Cliometrics and the Unification of Italy: A Bulletin from the Front
The present is a brief report on the authors’ ongoing quantitative research
on the sub-national aspects of the Italian economy over the decades from Unification to the Great War. The initial regional estimates for the census years
1871,1881,1901 and 1911 suggested that the north-western «industrial triangle
» emerged over those decades, as factories attracted by the subalpine waterfalls
that replaced artisans attracted by their customers in the capitals of the
pre-Unification states. The new, finer-grained provincial estimates enrich even
more that story. The concentration of factory industry in the subalpine provinces
of the northwest is already evident in 1871; industry was subsequently
intensified in those self-same provinces, with no significant diffusion to the
right bank of the Po river. Over the pre-war upswing, the subalpine provinces
languished and Milan boomed, as progress in the transmission of electric power
effectively moved the waterfalls from the mountain valleys to the plain; but the
fastest industrial growth was registered in Emilia, where land-reclamation led
to the cultivation of sugar beet and the construction of refineries. The most
novel results concern the earliest decades: the fastest-growing provinces were
then almost uniformly southern, apparently because Unification released the
local economy from the shackles imposed by the Bourbons’ high tariffs.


Could you show all lines in the entries below that contain the string "unverified"?

****

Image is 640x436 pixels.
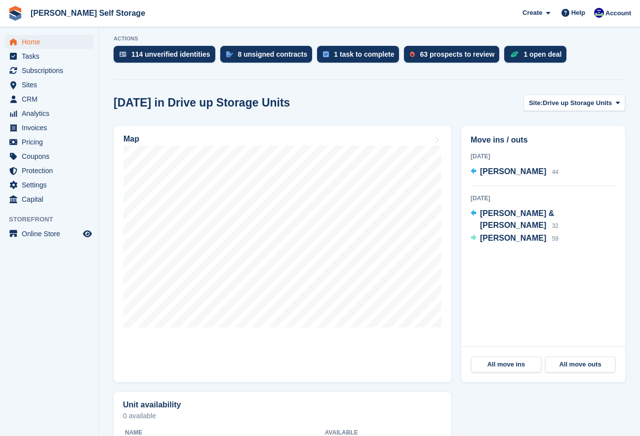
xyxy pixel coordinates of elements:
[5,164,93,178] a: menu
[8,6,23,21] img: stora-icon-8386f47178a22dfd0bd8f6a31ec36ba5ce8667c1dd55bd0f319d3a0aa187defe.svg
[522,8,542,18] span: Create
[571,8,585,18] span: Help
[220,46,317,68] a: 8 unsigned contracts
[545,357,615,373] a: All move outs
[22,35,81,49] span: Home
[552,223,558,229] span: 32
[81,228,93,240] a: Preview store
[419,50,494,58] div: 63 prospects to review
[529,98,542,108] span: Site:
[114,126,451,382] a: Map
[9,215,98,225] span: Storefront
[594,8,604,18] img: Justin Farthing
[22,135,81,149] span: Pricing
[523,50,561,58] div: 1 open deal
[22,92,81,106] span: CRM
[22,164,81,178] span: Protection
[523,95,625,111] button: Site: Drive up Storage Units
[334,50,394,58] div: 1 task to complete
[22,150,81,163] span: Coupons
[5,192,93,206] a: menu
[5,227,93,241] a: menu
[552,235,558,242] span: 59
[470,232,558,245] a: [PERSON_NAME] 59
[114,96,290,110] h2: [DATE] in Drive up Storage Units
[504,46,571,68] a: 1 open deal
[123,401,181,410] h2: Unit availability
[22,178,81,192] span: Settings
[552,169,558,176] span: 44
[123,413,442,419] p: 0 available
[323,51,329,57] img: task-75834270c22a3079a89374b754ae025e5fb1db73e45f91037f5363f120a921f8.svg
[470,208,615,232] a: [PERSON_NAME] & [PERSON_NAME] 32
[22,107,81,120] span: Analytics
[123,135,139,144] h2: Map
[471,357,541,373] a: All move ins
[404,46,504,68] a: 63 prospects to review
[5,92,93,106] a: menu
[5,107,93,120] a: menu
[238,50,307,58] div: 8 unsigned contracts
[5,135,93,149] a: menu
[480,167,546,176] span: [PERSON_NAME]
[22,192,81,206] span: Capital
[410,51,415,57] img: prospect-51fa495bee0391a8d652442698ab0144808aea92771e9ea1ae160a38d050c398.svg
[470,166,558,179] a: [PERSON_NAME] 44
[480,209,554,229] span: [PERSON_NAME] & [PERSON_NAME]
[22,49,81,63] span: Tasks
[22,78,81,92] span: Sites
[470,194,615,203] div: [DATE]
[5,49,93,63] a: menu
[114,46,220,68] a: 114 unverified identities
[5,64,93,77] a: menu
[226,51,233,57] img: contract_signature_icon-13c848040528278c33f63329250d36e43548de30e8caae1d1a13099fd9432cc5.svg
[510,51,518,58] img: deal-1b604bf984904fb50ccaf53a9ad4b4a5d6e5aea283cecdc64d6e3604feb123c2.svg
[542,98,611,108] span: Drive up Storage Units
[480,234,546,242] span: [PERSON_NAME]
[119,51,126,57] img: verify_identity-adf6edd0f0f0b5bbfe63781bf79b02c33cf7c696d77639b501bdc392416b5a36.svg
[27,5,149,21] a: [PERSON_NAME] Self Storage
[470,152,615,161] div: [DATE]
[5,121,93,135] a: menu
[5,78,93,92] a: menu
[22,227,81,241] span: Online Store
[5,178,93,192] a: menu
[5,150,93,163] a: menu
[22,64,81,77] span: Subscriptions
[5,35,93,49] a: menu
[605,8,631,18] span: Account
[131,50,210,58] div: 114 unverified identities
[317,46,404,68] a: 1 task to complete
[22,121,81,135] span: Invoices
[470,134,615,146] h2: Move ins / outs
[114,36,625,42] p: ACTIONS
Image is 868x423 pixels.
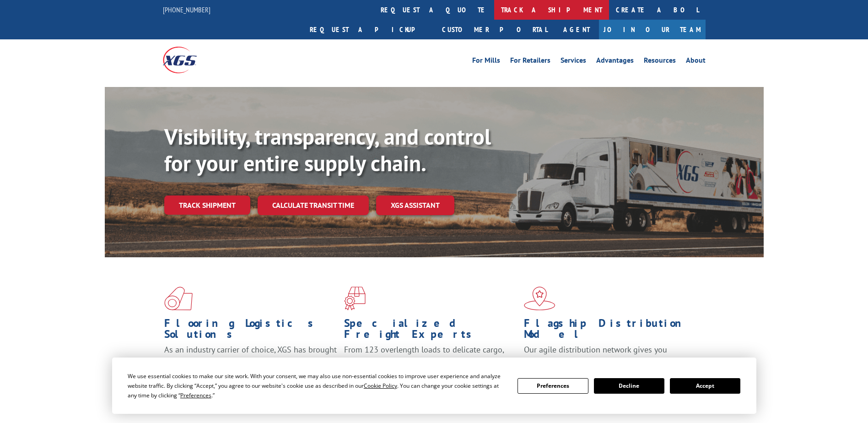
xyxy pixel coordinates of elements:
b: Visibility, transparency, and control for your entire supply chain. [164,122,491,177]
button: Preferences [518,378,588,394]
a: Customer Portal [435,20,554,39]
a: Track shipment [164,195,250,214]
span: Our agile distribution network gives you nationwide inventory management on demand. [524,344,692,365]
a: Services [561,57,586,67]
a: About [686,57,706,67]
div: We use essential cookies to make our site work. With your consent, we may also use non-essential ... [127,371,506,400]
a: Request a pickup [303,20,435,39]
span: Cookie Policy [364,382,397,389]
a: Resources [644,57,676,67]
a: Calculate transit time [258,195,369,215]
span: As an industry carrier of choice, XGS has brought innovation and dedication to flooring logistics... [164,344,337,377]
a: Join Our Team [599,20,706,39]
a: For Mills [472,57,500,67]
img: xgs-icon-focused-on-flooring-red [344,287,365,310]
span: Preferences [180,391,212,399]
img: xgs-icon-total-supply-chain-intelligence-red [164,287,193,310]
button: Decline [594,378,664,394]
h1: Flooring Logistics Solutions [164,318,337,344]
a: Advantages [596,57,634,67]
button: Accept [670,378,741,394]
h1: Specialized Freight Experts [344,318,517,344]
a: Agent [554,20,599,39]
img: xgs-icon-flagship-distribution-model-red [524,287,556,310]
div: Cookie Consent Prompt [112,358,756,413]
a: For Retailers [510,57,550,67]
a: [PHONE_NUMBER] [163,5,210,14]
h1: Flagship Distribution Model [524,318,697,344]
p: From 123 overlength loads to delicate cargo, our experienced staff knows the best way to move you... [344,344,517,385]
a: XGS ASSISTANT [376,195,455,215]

****

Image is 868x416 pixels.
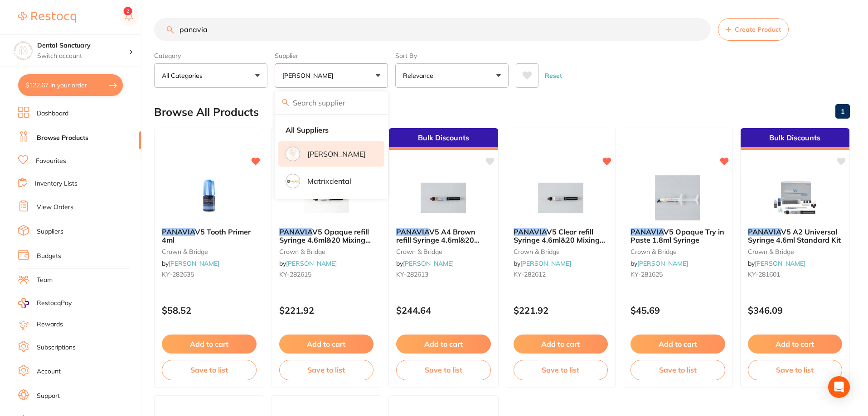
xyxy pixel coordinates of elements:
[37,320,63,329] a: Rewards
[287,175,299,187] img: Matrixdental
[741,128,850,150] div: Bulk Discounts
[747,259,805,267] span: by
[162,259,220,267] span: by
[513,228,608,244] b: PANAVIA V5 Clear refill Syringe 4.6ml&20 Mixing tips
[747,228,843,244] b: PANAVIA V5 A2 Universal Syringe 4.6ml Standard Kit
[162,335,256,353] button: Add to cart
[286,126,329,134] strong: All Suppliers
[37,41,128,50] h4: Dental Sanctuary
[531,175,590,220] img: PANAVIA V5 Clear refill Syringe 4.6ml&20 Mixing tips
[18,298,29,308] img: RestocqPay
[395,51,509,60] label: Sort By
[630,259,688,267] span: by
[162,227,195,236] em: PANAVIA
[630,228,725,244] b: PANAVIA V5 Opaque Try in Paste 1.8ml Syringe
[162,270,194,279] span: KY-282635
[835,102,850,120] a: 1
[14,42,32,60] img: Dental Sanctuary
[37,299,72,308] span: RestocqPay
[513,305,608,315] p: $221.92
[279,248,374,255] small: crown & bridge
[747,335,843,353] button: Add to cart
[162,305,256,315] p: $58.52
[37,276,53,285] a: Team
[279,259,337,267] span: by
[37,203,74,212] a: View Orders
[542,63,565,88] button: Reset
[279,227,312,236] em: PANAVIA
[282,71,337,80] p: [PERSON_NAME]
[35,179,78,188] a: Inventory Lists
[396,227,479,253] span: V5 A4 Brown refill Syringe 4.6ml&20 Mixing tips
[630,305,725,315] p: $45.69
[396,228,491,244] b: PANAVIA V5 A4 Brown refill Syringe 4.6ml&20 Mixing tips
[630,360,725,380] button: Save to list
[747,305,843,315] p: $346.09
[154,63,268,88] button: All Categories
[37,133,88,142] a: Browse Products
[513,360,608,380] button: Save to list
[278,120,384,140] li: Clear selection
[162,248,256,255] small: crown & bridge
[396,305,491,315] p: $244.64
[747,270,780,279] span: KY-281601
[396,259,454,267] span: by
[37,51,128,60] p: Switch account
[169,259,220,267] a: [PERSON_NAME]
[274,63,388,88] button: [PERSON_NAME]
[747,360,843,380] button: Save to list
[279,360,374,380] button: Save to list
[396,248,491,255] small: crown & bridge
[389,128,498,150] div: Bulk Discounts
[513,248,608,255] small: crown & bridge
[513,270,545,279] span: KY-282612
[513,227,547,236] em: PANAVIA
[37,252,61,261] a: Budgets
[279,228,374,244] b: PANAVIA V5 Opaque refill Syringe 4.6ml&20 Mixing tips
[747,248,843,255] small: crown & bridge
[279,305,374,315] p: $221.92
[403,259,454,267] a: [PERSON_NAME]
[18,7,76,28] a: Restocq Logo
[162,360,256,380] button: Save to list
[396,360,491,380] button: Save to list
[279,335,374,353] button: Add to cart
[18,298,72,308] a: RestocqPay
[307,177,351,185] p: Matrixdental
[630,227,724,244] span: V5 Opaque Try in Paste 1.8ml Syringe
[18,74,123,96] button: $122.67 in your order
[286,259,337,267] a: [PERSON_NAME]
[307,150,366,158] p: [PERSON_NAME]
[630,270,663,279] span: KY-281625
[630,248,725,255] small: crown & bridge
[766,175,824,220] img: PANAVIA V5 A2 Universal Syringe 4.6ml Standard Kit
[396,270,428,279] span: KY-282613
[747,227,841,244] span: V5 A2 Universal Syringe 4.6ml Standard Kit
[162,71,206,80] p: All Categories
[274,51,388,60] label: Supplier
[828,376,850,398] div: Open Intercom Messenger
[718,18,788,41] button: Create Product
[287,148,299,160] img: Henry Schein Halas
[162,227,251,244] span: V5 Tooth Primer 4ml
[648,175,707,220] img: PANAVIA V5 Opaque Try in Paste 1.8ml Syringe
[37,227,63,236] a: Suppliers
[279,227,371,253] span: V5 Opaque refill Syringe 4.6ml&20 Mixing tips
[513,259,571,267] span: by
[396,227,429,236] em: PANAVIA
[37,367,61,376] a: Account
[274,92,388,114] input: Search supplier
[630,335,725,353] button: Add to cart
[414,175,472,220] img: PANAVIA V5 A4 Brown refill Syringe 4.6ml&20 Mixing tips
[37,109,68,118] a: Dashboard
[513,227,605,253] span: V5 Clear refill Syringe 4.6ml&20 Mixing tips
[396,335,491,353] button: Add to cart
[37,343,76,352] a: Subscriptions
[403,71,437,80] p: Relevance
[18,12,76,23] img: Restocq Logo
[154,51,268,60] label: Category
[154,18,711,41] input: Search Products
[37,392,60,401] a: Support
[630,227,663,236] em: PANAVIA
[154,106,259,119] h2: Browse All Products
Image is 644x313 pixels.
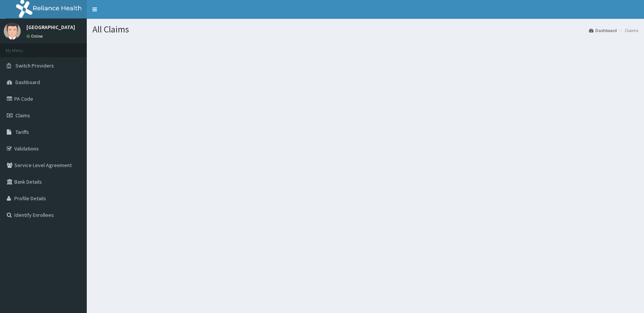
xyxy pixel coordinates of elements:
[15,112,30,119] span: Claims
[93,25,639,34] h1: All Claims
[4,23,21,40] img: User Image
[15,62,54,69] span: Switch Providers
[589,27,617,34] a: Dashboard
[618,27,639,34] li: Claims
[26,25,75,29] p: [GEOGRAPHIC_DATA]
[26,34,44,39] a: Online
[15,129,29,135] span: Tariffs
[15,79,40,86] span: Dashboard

****

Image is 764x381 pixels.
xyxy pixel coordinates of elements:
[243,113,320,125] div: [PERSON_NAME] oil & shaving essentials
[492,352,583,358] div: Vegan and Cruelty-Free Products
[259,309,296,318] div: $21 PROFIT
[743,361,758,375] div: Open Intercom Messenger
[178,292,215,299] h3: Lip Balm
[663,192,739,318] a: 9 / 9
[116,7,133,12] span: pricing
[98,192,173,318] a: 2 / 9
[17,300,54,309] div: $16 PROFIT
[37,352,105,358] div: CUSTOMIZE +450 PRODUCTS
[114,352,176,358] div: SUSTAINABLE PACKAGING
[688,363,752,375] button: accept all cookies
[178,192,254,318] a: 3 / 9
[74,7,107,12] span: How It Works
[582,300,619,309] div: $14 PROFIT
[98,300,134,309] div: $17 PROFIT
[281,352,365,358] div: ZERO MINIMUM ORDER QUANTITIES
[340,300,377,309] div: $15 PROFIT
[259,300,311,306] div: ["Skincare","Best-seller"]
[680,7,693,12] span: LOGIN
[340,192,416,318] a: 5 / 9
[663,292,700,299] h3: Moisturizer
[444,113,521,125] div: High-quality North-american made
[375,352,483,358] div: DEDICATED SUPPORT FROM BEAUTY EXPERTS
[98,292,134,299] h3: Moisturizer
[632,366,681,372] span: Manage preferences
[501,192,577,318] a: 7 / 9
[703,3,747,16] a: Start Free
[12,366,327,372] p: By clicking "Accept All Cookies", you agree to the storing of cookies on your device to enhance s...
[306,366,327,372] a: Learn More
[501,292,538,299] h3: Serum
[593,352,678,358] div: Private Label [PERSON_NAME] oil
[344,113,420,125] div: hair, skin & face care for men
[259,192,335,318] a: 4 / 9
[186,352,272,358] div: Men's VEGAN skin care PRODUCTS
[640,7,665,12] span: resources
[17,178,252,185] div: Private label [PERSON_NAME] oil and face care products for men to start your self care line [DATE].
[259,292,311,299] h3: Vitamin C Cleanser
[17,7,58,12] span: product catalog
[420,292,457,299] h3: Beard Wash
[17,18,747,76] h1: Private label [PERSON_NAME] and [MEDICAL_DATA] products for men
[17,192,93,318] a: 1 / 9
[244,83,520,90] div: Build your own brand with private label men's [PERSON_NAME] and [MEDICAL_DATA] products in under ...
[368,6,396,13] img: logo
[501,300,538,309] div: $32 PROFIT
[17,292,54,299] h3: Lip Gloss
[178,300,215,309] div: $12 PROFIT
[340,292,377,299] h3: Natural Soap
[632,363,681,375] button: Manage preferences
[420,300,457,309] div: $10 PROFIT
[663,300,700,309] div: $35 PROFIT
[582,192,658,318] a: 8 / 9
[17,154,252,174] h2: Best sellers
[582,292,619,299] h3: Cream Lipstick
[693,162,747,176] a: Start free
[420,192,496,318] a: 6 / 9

****

■ RESPONSE TO THIS EXERCISE ■
[114,46,220,68] a: 114 unverified identities
[131,50,210,58] div: 114 unverified identities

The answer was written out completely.